Why Speak?

Nathaniel Bellows
W.W.Norton

In a poem about remembrance of loss sparked by looking at a photograph of a child’s bedroom in which hangs a painting of a whale, Nathaniel Bellows writes, “I see how the artist made it all up – I know the need,/ the penchant for invention.” In his debut collection of poems, Why Speak?, Bellows is interested in a kind of inventive truth-telling which demystifies childhood memory and reveals a coming of age story in rural New England. It is inventive in the sense that Bellows pulls from memory, an ornament he constructs and details into poems which employ multiple narratives, and engage with the natural world and its particulars while remaining remarkably lucid.

These are the poems of a deeply introspective poet. They are willing to risk sentimentality in their curiosity about the emotive nature of human life, whether as an adolescent growing up in the country, or a young writer living in New York.
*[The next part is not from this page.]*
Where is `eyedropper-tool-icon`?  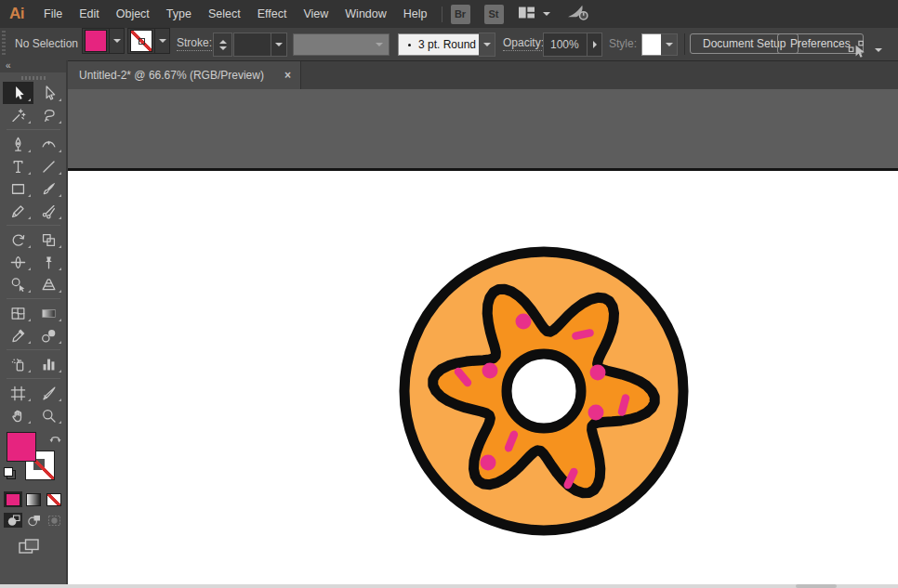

Yet for Bellows these interests are approached with a certain kind of delicate restraint. In “The Good Shepherd,” a poem which appears early in the book, a young boy learns about impermanence after seeing his mother’s car drive away from the family home.
…as my hand would rest on the cool chrome of her car each

time she drove out the driveway. I would chase her. It was a game,
a practicing, as the car slid out from under my hand the way coins slide

hesitantly from one palm to the other, or into the mouth of a jar, or
as the dart’s departure from the well-intentioned grip takes its leave

as the fair does, suddenly, without fair warning, each lynchpin pulled,
flatbeds packed, hauling onto the highway.
Bellows’s language is not cloaked in abstraction. He says exactly what he means, even as he moves in and out of metaphor. And it is his precision and ability to locate the emotional core of a moment, and his choosing to further lean into it, that allow the quiet revelations we come to find and appreciate as readers.
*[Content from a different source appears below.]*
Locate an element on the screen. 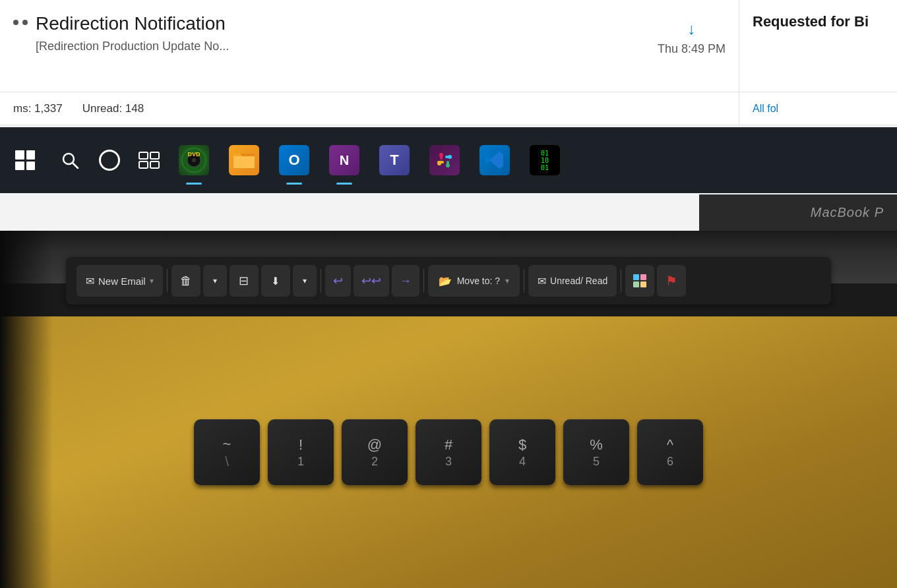 This screenshot has height=588, width=897. teams-icon: T is located at coordinates (394, 160).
Why Speak? is comprised of four sections, taking us from the masculine New England pastoral of his childhood to the museums of the cities he later visits—Boston and New York. In looking at the paintings of Howard Pyle, Bellows begins to identify the personal in the socio-historical. It is precisely through the act of looking—a kind of mantra throughout the book, whether what is being looked at is a mare giving birth or a piece of furniture—that Bellows comes to realize that to speak in an attempt to grasp or pin down meaning is unnecessary. Through observation he discovers that our articulations of the world inevitably fail. They are flawed and incomplete,
...Like flowers: bloom,
wither…or birds: soar, shot from the sky. Don’t you see? Who knows what
to make of that moment? Our hands…we don’t plan these things.
We don’t need the meaning. So why speak about it? Why speak?
Yet Bellows has spoken. He has written a beautiful book in praise of the redemptive nature of silence and perception. And although he never claims to, it seems he has understood much about the landscapes he inhabited—landscapes which continue to haunt us long after we leave the poems.